As a global campaign to release journalist Abdulelah Haider Shaye from prison picks up speed, other Yemeni journalists are finding it increasingly hard to do their jobs amid death threats and attempted attacks orchestrated at the hands of a variety of Yemeni factions with different agendas.
Just weeks after U.S. President Barack Obama was awarded the 2009 Nobel Peace Prize, an American cruise missile armed with cluster bombs struck an alleged al-Qaeda camp in Southern Yemen killing 35 women and children.
Yemeni journalist Abdulelah Haider Shaye was the first to expose U.S. responsibility for the attack. In January 2011, he was arrested by Yemeni security forces, convicted of “terrorism-related charges” and sentenced to five years in prison.
As controversy regarding his imprisonment mounted in Yemen, Shaye was pardoned in February 2011 by Yemen’s former president Ali Abdullah Saleh, but was denied release following the reported direct intervention of President Obama. He remains in prison to this day.

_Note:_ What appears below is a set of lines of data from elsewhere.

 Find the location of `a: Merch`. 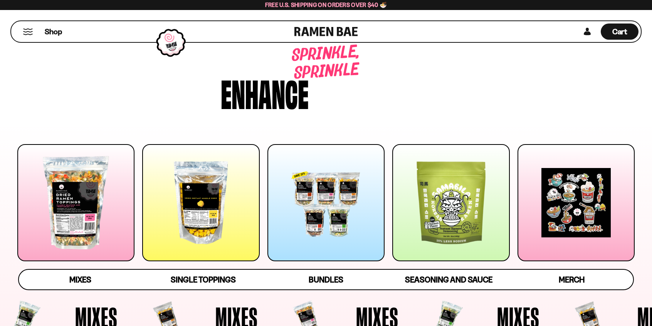

a: Merch is located at coordinates (572, 279).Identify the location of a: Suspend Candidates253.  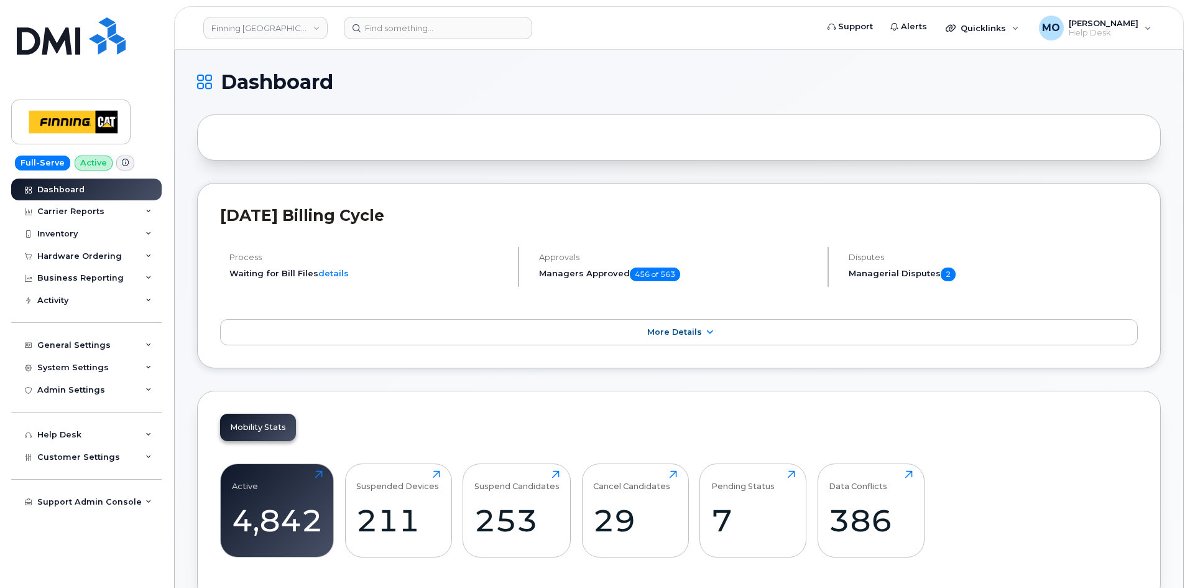
(517, 510).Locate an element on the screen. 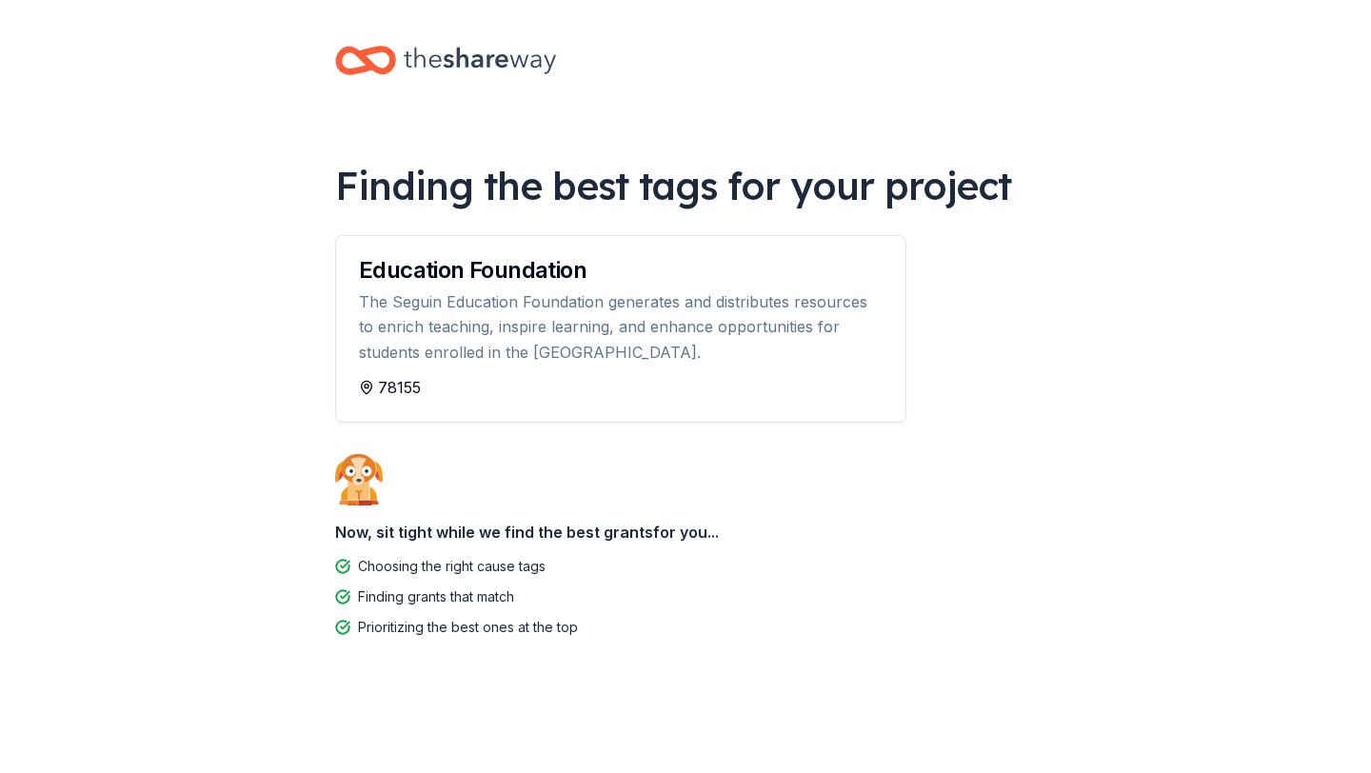 This screenshot has height=773, width=1371. div: Education Foundation is located at coordinates (621, 270).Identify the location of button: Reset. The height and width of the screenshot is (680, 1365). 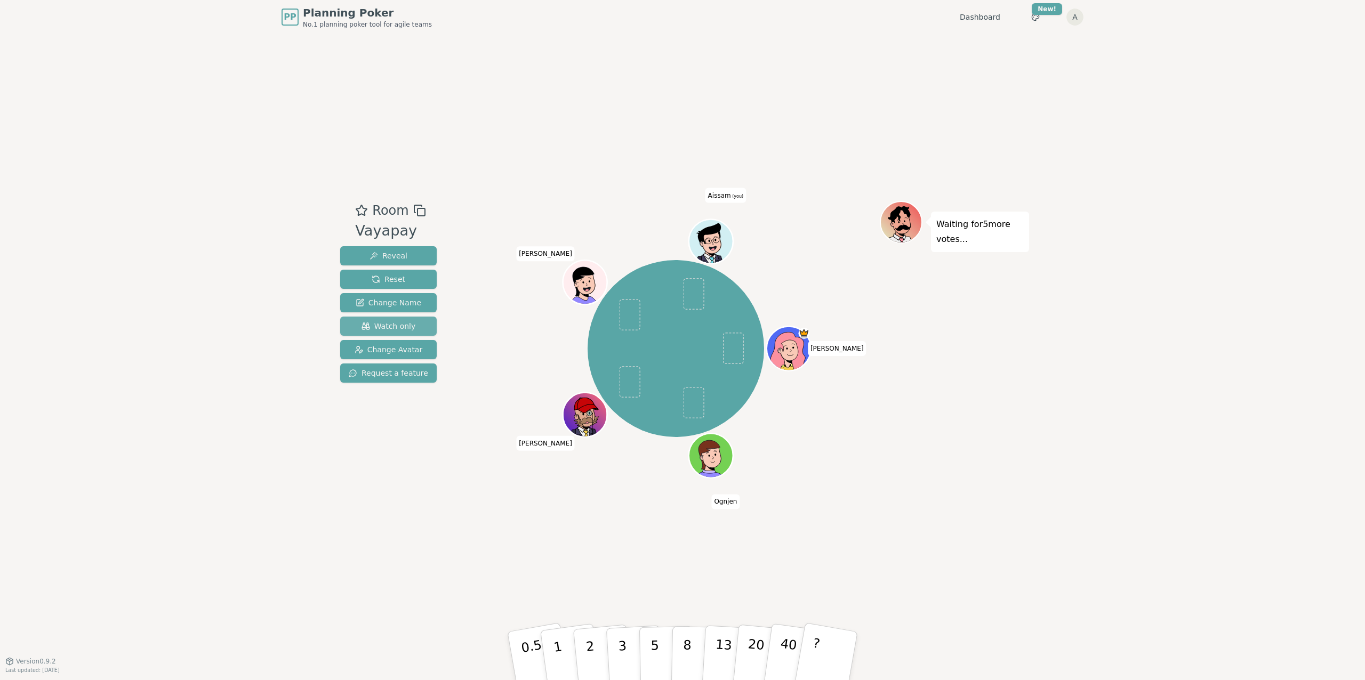
(388, 279).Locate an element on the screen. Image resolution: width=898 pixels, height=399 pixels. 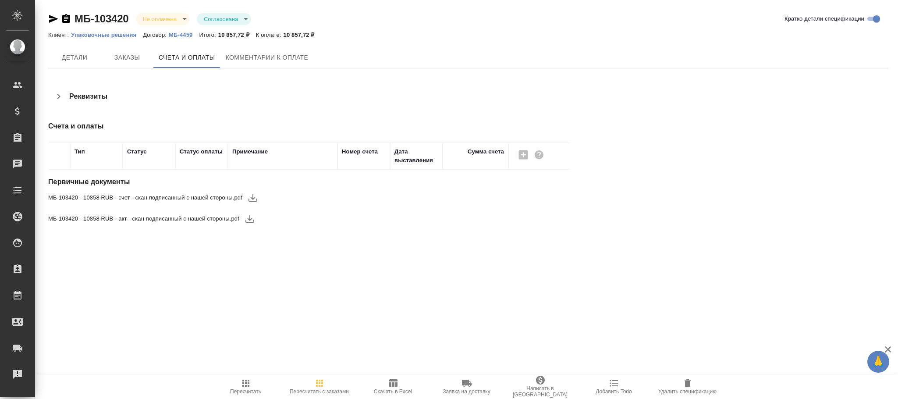
p: Итого: is located at coordinates (208, 35).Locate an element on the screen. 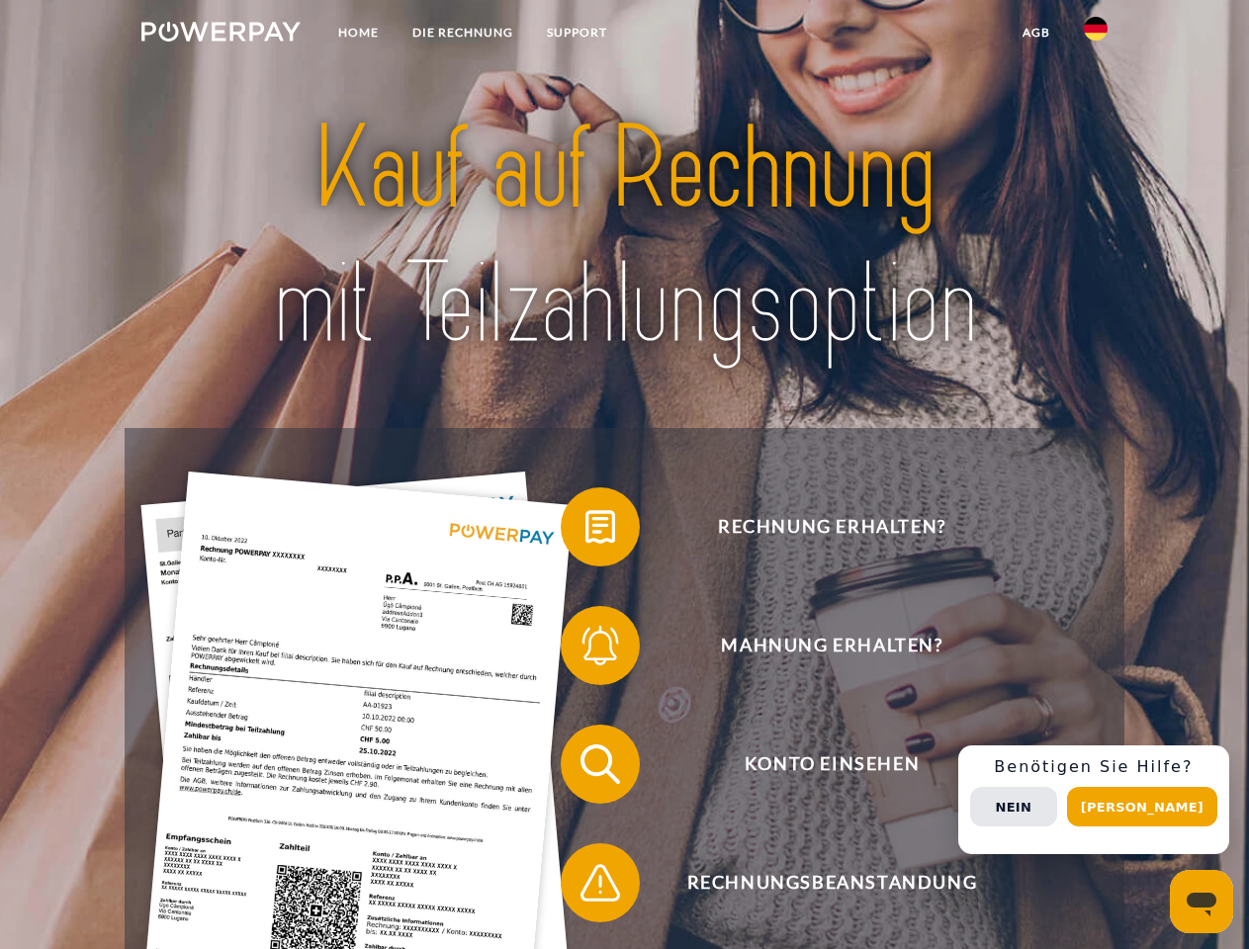 The image size is (1249, 949). span: Rechnungsbeanstandung is located at coordinates (832, 883).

Freedom Foundation, a local Yemeni media watchdog, has launched an international advocacy campaign calling for Shaye’s release. As part of its campaign, it has drawn up a petition to be sent to both President Obama and Yemeni President Abd Rabbuh Mansur Hadi through Avaaz, a global online campaigning network. It aims to collect a million signatures.
Shaye’s continued imprisonment illustrates the poor state of press freedom in Yemen even after Saleh’s ouster. In the past couple of weeks, media freedom organisations including Reporters Without Borders (RSF) and the Committee to Protect Journalists (CPJ) have raised the alarm regarding the increasingly hostile climate of lawlessness and impunity endangering journalists in Yemen today.

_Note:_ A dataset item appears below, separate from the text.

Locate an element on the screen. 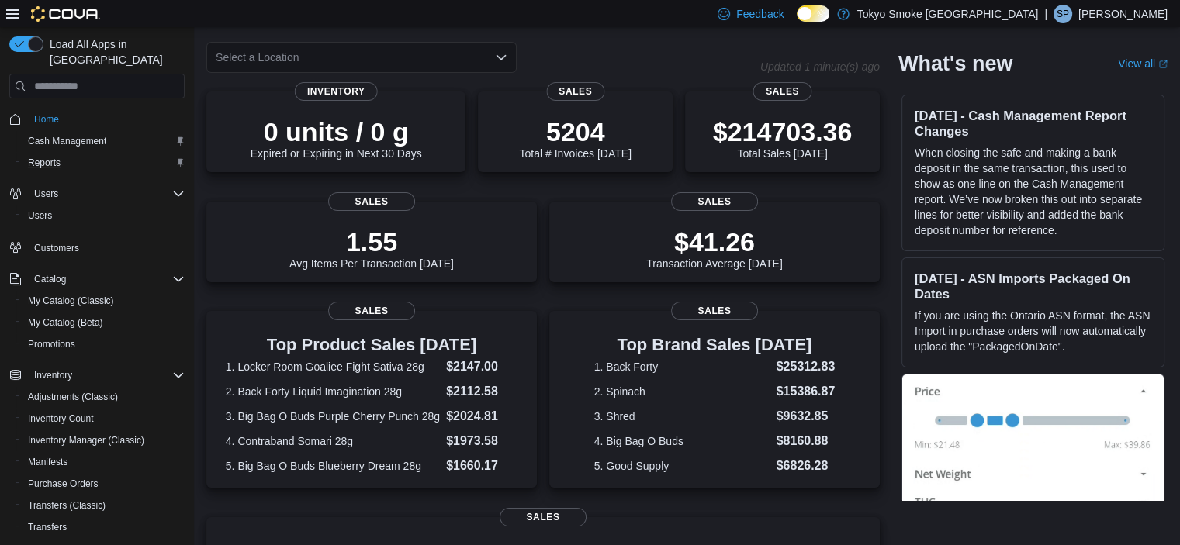 The image size is (1180, 545). button: Purchase Orders is located at coordinates (103, 484).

Abdul-Raqeeb al-Hudayyani, editor-in-chief of the news website Aden Online, told CPJ that he received anonymous death threats after his website published an article on 5 March alleging corruption within the government-owned daily 14 October. The paper denied all accusations and said Aden Online had cited forged documents. More than a month later, a judge told al-Hudayyani the paper had filed a case against him for forging documents, the journalist said.

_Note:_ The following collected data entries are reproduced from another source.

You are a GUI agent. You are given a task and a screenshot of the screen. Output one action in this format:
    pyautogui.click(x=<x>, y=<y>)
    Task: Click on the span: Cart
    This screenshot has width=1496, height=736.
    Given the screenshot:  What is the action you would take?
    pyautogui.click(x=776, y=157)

In another case, Mohammed Ayesh, editor-in-chief of the daily independent Al-Oula, told CPJ he has received several death threats in phone messages since 9 April. Originating from both domestic and foreign numbers, the messages threatened to kill him, cut off his hand or cut out his tongue.
On 10 April, three journalists working for the independent TV station Al-Suhail were attacked by armed individuals outside the station’s headquarters in Sana’a. All three were hospitalised, according to RSF.
Freedom Foundation also reported that a journalist with the daily newspaper Al-Thawra, Mohammed Qa’ed al-Azizi, was threatened by gunmen on 16 April in Sana’a. Al-Thawra reported that the assailants demanded the journalist stop writing about corruption. Freedom Foundation told CPJ that the incident may be related to the paper’s recent investigation of illegal prisons run by tribal leaders in Sana’a.
On 19 April, the International Press Institute (IPI) reported on an attempted bombing of the headquarters of Yemen Shabab TV and al-Masdar newspaper. Fortunately, the attack was thwarted – but it would have caused massive damage if it was successful.
“Yemeni journalists face an array of threats from a wide range of sources,” said Sherif Mansour, CPJ’s Middle East and North Africa Coordinator, insisting that authorities must apprehend those who attack and threaten journalists in order to discourage impunity and protect press freedom.